[Saved data entries]
========================================
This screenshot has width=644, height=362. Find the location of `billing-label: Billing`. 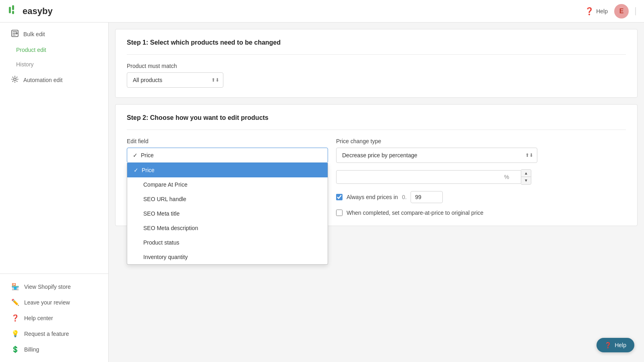

billing-label: Billing is located at coordinates (31, 350).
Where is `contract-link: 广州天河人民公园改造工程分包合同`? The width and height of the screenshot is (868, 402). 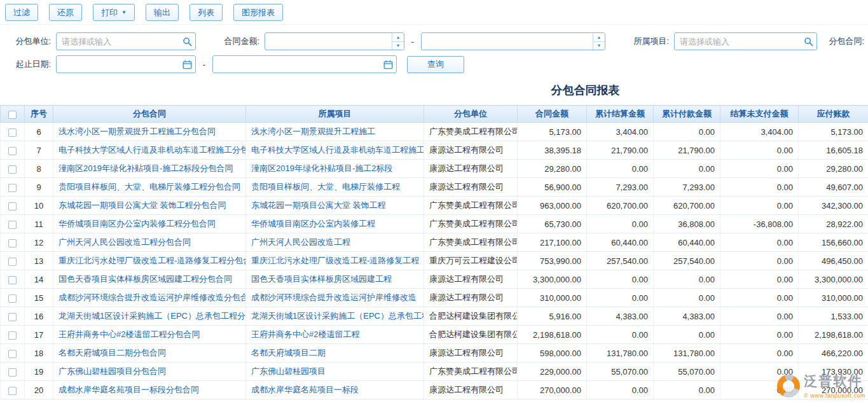 contract-link: 广州天河人民公园改造工程分包合同 is located at coordinates (150, 243).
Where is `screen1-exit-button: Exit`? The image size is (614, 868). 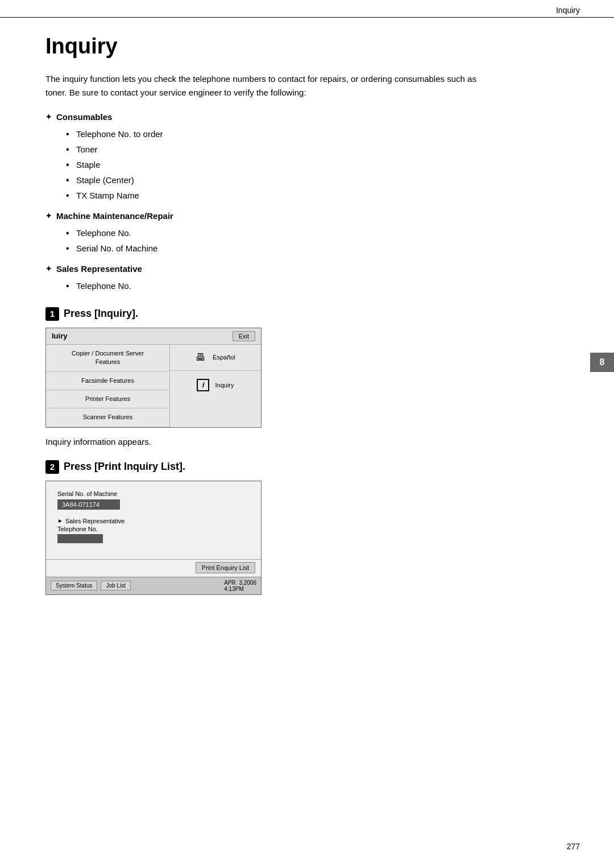
screen1-exit-button: Exit is located at coordinates (244, 336).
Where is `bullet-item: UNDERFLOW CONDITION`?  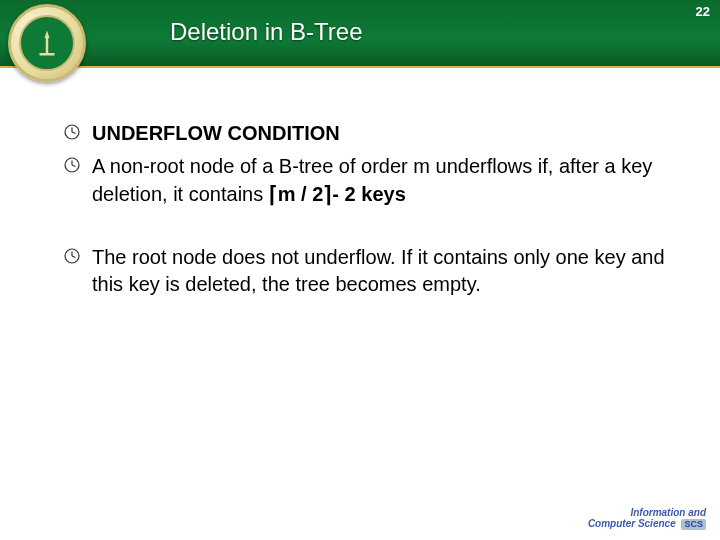 bullet-item: UNDERFLOW CONDITION is located at coordinates (372, 134).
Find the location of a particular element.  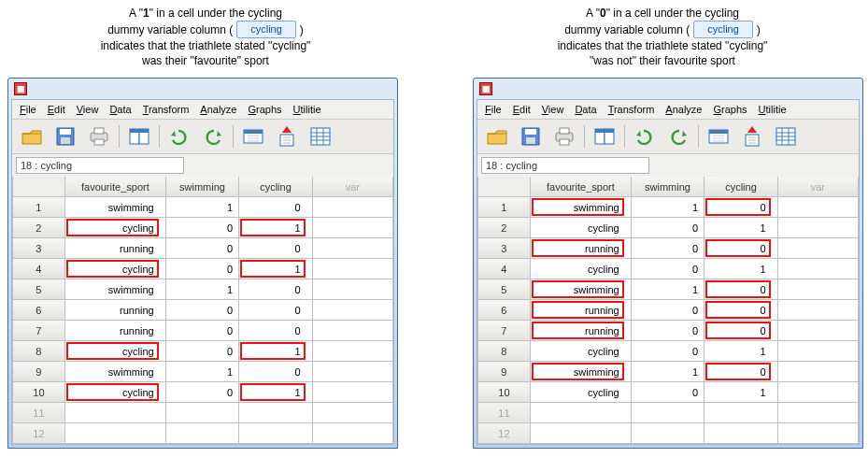

variables-button is located at coordinates (320, 136).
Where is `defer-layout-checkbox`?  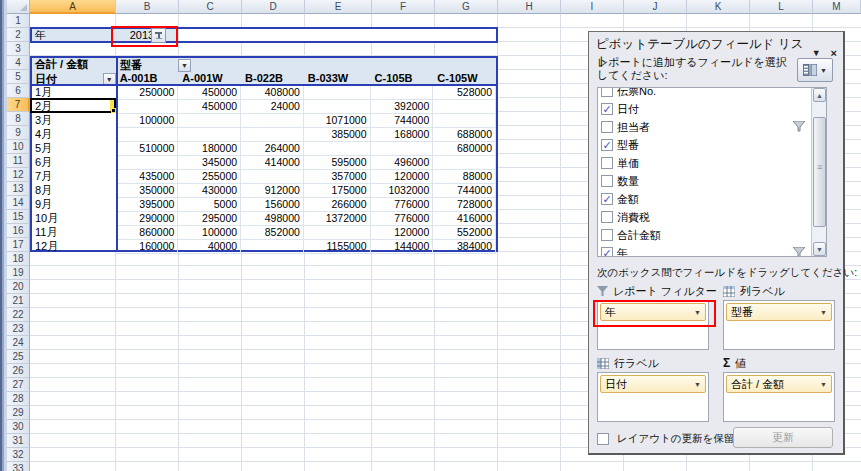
========================================
▸ **Problem details**
Write out the line that contains "Find the location of a particular element." and every line after it to the end of the data, exactly as they stand. Omit the pictures.

▸ **Solution to this exercise**
Find the location of a particular element.  

variables-button is located at coordinates (320, 136).
Where is `defer-layout-checkbox`?  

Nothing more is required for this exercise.